Originally published at Forbes.com on June 6, 2018.

 

The latest Social Security Trustees Report was released yesterday, and, really, there was nothing remarkable about it.  It reports on the same trajectory towards Trust Fund depletion and the system’s subsequent inability to pay promised benefits, as in prior reports.  But one item that is striking is the insistence of various pro-Social Insurance advocacy groups that, not only is Social Security, and, indeed, the entire system of Social Insurance, in good health, but this demonstrates that it’s entirely appropriate to expand the generosity of the system.

Here’s the advocacy group Social Security Works:

The most important takeaways from the 2018 Trustees Report will be that (1) Social Security has a large and growing surplus, and (2) Social Security is extremely affordable. At its most expensive, Social Security is projected to cost just around 6 percent of gross domestic product (“GDP”). Indeed, in three-quarters of a century, Social Security will constitute just around 6.17 percent of GDP. . . .

The report will show that Social Security is fully and easily affordable. The question of whether to expand or cut Social Security’s modest benefits is a question of values and choice, not affordability. Indeed, in light of Social Security’s near universality, efficiency, fairness in its benefit distribution, portability from job to job, and security, the obvious solution to the nation’s looming retirement income crisis, discussed below, is to increase Social Security’s modest benefits. . . .

Moreover, expanding Social Security not only addresses the retirement income crisis, it also is part of the answer to growing income and wealth inequality and the financial squeeze on working families. Expanding, not cutting, Social Security while requiring the wealthiest among us to contribute more – indeed, their fair share – is the best policy approach to addressing these challenges while restoring Social Security to long-range actuarial balance.

The group then spends the remainder of this “backgrounder” making the claim that Social Security is, all things considered, in good financial health:  they write, for instance, that “Social Security is fully funded for the next decade, around 93 percent funded for the next 25 years, around 87 percent funded over the next 50 years, and around 84 percent funded over the next 75 years.”

And their message is repeated by others who decry those worried about the system as nothing more than Chicken Littles.

In fact, their statement about the small size of Social Security as a percent of GDP is deceptive.  Social Security taxes, based on present law, remain low, but this has no relationship to the degree to which Social Security’s actual benefits, as defined in present law, are “affordable” because the only reason why this 6% of GDP projection is true year after year is that, according to current law, when the Trust Fund ends, benefits will be cut to the degree necessary to be able to pay them from incoming FICA taxes, a benefit cut of (based on current projections) 23%, as Social Security Works acknowledges.  In fact, this oft-repeated statement, that Social Security will only be able to pay out 77% of benefit, is itself misleading as this figure, too, changes over time:  immediately upon depletion of the Trust Fund, in 2034, FICA taxes will be sufficient to cover 79% of promised benefits, but at the end of the 75-year projection period, in 2092, this drops to 74% due to changing demographics, and that’s, again, based on the assumption, as with the prior year’s report (and discussed separately here) that fertility rebounds from its current low level to a more usual 2.0 children per woman, which may or may not happen.  If fertility remains low, benefit cuts will be harsher.

I will also remind readers that Social Security is only one piece of the overall question of an aging America.  Add in Medicare and all of the other programs of government support to the elderly, and we’re looking at a projection that as early as 2046 we’re looking at government spending on the aged at nearly 30% of GDP.  And I am skeptical of easy answers like asking the “millionaires and billionaires” to “pay their fair share,” because any such new tax revenue (besides being wholly outside the international norm for how one runs Social Insurance programs) has to compete will all manner of other spending priorities.

There is not an easy answer.  And such answers as there are connect together Social Security with a whole constellation of related issues around health care, improving the well-being of the elderly, the economy and working life.  But the current tactic among various advocacy groups to claim that there’s nothing wrong with Social Security (that a tax hike can’t fix, anyway) is worrisome.

 

December 2024 Author’s note: the terms of my affiliation with Forbes enable me to republish materials on other sites, so I am updating my personal website by duplicating a selected portion of my Forbes writing here.

2 thoughts on “Forbes Post, “Against Social Security Anti-Chicken-Little-ism”

  1. I agree that neither panic nor complacency are the responses to future SS problems…that, however doesn’t mean that modest action should not happen soon…to insure that SS will be around in a healthy manner the cap on SS taxes should be eliminated…at the same time, while we don’t need to increase SS, we do need to raise the amounts used that trigger taxes being paid on benefits (those amounts have not changed in a quarter of a century…they should be now double what they are)…

  2. Start all discussions about Socialist Insecurity with the U.S. Constitution, that does not authorize this political scheme, but it should be reserved to the states, or to the people, per the 10th Amendment.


Task to complete
Only the lines containing the string "dimension" are needed; copy all of them from the listing.

Provided data
---------------

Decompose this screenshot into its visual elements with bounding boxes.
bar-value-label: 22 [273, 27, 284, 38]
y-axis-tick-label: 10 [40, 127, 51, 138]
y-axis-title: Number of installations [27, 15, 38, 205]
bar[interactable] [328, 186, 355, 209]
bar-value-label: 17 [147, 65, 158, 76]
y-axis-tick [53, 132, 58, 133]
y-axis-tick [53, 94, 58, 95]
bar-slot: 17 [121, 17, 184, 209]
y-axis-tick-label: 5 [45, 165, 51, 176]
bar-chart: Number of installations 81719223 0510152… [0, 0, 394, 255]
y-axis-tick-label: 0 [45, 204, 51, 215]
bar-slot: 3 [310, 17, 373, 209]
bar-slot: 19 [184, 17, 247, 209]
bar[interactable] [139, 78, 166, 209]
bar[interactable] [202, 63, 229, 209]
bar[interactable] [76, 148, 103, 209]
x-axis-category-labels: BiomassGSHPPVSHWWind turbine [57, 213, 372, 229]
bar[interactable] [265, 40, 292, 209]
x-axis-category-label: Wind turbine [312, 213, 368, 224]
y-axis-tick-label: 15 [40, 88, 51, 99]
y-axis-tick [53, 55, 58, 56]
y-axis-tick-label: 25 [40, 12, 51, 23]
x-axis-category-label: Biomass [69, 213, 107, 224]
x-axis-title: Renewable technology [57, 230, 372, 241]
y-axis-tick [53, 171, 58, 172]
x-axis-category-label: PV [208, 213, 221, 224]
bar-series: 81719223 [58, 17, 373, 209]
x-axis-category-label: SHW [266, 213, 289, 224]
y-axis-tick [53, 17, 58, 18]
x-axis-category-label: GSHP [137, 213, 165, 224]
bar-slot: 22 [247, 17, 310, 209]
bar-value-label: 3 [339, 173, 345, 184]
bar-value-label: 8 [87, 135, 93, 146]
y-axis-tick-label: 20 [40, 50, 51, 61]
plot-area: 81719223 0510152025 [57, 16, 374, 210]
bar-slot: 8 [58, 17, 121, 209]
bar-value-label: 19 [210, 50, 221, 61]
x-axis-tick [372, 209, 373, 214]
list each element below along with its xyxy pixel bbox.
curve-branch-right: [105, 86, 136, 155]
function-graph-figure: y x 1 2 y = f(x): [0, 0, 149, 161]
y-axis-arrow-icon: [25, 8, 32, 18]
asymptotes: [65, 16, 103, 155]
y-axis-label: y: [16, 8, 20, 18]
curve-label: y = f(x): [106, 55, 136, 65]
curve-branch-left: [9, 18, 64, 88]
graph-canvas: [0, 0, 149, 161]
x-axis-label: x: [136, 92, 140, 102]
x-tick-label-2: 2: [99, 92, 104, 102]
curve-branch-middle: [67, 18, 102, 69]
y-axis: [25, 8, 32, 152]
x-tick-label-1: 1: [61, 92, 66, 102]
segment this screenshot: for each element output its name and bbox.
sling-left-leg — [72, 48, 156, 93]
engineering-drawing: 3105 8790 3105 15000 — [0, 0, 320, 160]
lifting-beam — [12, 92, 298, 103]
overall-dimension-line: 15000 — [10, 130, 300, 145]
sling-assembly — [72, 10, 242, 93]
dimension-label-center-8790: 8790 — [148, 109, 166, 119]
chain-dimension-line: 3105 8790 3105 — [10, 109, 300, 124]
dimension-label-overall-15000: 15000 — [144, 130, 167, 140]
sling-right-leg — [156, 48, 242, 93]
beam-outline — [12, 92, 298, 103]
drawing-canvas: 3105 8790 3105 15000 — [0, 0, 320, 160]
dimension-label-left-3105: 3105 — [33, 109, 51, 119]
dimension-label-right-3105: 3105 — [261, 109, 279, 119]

---------------

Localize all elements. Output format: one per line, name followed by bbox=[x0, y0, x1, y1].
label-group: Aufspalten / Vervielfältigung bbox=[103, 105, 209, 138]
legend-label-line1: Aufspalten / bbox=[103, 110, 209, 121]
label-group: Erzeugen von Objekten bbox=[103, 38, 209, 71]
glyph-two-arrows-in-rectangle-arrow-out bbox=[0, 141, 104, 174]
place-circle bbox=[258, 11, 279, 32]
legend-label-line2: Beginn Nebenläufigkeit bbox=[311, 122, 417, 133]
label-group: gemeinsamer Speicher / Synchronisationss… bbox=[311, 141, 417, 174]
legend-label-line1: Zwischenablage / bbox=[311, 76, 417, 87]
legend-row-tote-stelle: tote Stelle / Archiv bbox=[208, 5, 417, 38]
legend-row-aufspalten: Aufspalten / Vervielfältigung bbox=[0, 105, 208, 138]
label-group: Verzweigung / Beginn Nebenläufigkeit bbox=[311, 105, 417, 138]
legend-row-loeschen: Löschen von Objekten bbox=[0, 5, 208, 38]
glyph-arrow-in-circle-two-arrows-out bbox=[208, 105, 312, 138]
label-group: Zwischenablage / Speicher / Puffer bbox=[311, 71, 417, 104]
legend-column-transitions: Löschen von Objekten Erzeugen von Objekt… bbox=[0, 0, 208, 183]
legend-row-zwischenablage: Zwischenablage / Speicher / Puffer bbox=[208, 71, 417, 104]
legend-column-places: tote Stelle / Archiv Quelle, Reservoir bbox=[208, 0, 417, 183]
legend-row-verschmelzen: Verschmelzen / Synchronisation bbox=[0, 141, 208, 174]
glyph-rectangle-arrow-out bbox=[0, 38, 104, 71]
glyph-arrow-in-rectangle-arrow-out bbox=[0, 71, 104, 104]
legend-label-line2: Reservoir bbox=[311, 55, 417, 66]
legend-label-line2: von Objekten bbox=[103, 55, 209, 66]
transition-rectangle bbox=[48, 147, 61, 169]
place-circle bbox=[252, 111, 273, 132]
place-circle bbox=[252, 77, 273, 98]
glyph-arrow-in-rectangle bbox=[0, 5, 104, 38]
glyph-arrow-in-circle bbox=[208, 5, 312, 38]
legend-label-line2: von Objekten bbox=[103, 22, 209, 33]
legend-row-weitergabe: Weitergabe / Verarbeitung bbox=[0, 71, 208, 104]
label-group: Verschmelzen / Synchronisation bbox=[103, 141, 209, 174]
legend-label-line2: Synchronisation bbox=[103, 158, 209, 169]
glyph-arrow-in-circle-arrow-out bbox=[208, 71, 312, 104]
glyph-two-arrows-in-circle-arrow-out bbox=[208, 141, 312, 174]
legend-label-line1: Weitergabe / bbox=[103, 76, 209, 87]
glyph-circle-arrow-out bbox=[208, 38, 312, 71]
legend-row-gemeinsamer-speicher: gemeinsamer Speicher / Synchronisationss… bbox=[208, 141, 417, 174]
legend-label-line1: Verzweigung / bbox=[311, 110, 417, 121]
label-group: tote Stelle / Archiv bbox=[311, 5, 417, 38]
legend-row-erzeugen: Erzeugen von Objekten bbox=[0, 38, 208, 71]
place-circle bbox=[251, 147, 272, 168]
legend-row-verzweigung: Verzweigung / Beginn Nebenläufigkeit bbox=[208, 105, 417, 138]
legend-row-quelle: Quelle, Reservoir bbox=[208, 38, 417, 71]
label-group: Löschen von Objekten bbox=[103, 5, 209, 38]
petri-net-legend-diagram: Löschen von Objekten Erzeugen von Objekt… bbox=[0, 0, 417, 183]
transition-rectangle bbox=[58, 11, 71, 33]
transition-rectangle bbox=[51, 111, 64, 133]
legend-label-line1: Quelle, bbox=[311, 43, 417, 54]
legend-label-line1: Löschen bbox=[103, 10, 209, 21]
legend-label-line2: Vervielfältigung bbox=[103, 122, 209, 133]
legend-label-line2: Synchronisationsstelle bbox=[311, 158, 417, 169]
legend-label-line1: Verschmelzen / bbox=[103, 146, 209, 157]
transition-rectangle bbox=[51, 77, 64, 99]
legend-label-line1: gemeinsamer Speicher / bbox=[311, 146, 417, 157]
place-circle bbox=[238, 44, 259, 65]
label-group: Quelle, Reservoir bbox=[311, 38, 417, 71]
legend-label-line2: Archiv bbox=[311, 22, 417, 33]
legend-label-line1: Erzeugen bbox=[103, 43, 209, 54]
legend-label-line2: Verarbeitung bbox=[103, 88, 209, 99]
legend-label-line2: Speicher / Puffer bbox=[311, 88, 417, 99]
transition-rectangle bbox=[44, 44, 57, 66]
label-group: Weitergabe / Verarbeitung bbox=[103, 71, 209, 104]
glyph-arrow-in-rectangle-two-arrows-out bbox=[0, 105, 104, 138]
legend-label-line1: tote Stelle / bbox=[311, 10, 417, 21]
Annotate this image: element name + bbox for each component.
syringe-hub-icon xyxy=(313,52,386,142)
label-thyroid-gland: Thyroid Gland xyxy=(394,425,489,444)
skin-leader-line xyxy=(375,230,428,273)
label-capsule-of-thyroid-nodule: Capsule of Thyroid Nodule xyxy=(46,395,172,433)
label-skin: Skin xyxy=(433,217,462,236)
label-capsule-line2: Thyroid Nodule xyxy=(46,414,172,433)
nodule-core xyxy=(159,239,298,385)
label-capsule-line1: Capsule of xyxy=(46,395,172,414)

---------------

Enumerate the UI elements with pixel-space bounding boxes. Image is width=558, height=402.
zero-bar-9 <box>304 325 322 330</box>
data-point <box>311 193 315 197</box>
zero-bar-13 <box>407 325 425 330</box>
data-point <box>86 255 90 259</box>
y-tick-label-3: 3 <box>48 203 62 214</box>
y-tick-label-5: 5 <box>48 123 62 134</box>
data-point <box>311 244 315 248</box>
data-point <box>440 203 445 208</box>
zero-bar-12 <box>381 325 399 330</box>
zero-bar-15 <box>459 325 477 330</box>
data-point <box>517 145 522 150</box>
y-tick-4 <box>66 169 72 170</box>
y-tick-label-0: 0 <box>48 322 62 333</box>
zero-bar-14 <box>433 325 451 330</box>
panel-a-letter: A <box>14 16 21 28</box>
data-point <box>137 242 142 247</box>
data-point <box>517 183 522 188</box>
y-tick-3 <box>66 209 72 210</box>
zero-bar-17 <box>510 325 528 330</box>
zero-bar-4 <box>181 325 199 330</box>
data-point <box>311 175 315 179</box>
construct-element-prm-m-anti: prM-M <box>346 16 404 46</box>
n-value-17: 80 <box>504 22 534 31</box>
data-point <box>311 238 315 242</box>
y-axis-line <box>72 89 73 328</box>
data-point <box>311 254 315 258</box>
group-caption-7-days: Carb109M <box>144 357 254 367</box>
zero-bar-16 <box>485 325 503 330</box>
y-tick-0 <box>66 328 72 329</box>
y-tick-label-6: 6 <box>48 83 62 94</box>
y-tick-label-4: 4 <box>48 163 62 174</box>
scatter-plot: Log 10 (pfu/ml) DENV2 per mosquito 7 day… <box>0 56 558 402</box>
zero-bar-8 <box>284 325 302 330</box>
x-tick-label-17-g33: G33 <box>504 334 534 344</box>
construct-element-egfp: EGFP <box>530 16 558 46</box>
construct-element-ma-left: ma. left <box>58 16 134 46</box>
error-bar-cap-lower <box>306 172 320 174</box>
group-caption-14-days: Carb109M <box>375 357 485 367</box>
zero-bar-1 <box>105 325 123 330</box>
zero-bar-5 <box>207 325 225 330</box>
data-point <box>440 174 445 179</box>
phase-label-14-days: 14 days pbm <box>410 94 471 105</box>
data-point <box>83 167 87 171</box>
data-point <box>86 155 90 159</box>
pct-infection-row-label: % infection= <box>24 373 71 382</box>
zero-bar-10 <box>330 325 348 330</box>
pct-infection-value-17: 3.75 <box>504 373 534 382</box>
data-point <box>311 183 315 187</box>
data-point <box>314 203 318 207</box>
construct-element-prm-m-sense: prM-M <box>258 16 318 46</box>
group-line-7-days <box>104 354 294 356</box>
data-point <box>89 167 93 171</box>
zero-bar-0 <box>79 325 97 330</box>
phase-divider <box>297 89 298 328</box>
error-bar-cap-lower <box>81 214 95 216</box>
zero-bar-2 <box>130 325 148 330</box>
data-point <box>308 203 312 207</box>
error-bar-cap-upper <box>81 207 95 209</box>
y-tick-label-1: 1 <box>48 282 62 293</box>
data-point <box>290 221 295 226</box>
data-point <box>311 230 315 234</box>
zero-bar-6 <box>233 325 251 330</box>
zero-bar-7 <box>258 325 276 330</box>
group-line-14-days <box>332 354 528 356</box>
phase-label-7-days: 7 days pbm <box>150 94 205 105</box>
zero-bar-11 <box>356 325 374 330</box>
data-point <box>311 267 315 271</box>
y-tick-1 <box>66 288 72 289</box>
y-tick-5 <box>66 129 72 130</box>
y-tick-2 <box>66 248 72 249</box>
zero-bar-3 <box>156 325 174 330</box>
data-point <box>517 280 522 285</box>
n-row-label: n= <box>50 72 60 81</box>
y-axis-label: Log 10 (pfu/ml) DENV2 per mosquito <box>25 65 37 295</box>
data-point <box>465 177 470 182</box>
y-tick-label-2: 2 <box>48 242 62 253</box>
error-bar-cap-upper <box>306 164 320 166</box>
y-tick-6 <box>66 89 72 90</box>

---------------

Exercise solution
overall-dimension-line: 15000 — [10, 130, 300, 145]
dimension-label-center-8790: 8790 — [148, 109, 166, 119]
chain-dimension-line: 3105 8790 3105 — [10, 109, 300, 124]
dimension-label-overall-15000: 15000 — [144, 130, 167, 140]
dimension-label-left-3105: 3105 — [33, 109, 51, 119]
dimension-label-right-3105: 3105 — [261, 109, 279, 119]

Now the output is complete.